Turner Glacier, Disenchantment Bay

Turner Glacier, Disenchantment Bay

by | May 2, 2024

Turner Glacier starts at an elevation of roughly 11,000 feet (3,353 m) on the eastern flank of Mount Cook in the Saint Elias Mountains and flows generally southeast for 21 miles (34 km) to Disenchantment Bay at the head of Yakutat Bay, about 214 miles (344 km) east-southeast of Cordova and 33 miles (53 km) north of Yakutat, Alaska. The Tlingit language name for the glacier is Sít’ Kusá, meaning ‘narrow’ glacier. In 1891, Israel Cook Russell, who explored much of Malaspina Glacier, Yakutat Bay, and the Mount Saint Elias region named it ‘Dalton Glacier’, to honor John Dalton, a local miner and pioneer. However, Dalton was subsequently accused of murder and Russell made a request to the Board on Geographic Names to change the name to honor John H. Turner, who spent three years in Alaska making surveys for the U.S. Geological Survey. Disenchantment Bay is a translation from the Spanish ‘Puerto del Desengaño’, the name bestowed by Captain Alessandro Malaspina in 1792, referring to his frustration in not finding a northwest passage from Yakutat Bay to the Atlantic.

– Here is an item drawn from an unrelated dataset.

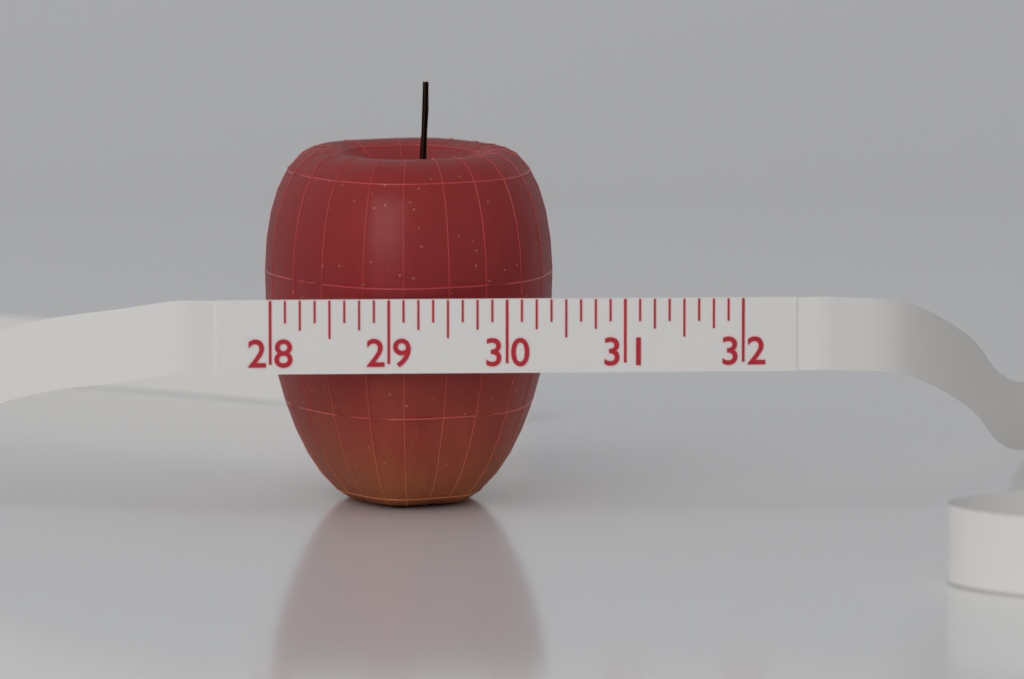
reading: 30.500 (no unit)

This part of Alaska consists of a geologic collage of seven tectonostratigraphic terranes that formed far to the south in the equatorial Pacific Ocean and rafted northward on oceanic tectonic plates, eventually accreting to Alaska and the North American continent. The first to arrive was the Windy terrane that accreted to the continent in the Triassic and early Jurassic time. This was followed by the Wrangellia terrane, that had merged with the Alexander terrane in the Pacific and both accreted to the continent during the Cretaceous. Overlying parts of the Wrangellia terrane, is the Peninsular terrane that consists chiefly of a Jurassic volcanic arc. The Border Ranges Fault separates Wrangellia terrane from the Southern Margin Composite terrane which consists of the Chugach terrane that formed in a deep oceanic trough during the Cretaceous, and the Prince William terrane that formed as a deep-sea fan and volcanic rock during the Paleogene. The last to arrive and is currently still accreting to the continent is the Yakutat terrane that consists of a series of Jurassic and Cretaceous sedimentary rocks with minor amounts of oceanic volcanics. The rocks exposed around the Turner Glacier represent the Yakutat terrane and are mostly highly deformed greywacke, siltstone, and argillite.

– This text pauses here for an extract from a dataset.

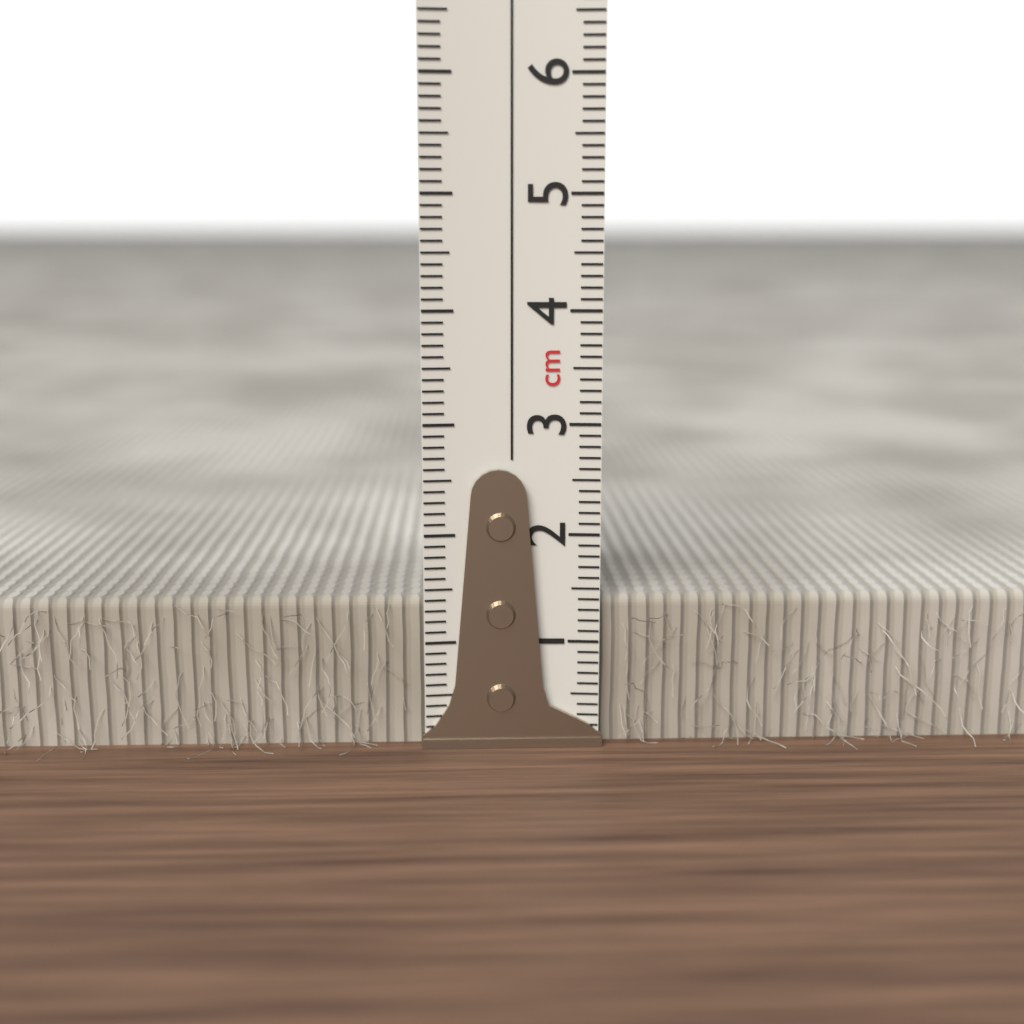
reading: 1.4 cm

The Turner Glacier surged five times between 1983 and 2013. Glacier surges are defined as periodic instabilities that result in rapid surface velocities and ice mass redistribution, resulting in a temporary terminus advance. Less than one percent of all glaciers worldwide are classified as surging, and Alaska and western Canada have the highest concentration, with 113 surge-type glaciers. Surge events have the potential to strongly influence glacier mass balance, as they transport a large mass of ice from the high elevation accumulation zone, across the dynamic balance line, to the lower elevation receiving zone where ablation rates are higher and mass loss is accelerated. There are presently two main hypotheses to explain what triggers glacier surges. One hypothesis is called the polythermal switch. This occurs when that glacier ice, which is normally frozen to the rock bed, rapidly transitions to warm ice detached from the bed, triggering flow acceleration. The second hypothesis is called the hydrologic switch, where the surge is caused by the transition from an intra-ice drainage system with low basal water pressure, to a drainage system with high basal water pressure that triggers sliding. Read more here and here. Explore more of Turner Glacier and Disenchantment Bay here:

About the background graphic

This ‘warming stripe’ graphic is a visual representation of the change in global temperature from 1850 (top) to 2022 (bottom). Each stripe represents the average global temperature for one year. The average temperature from 1971-2000 is set as the boundary between blue and red. The color scale goes from -0.7°C to +0.7°C. The data are from the UK Met Office HadCRUT4.6 dataset.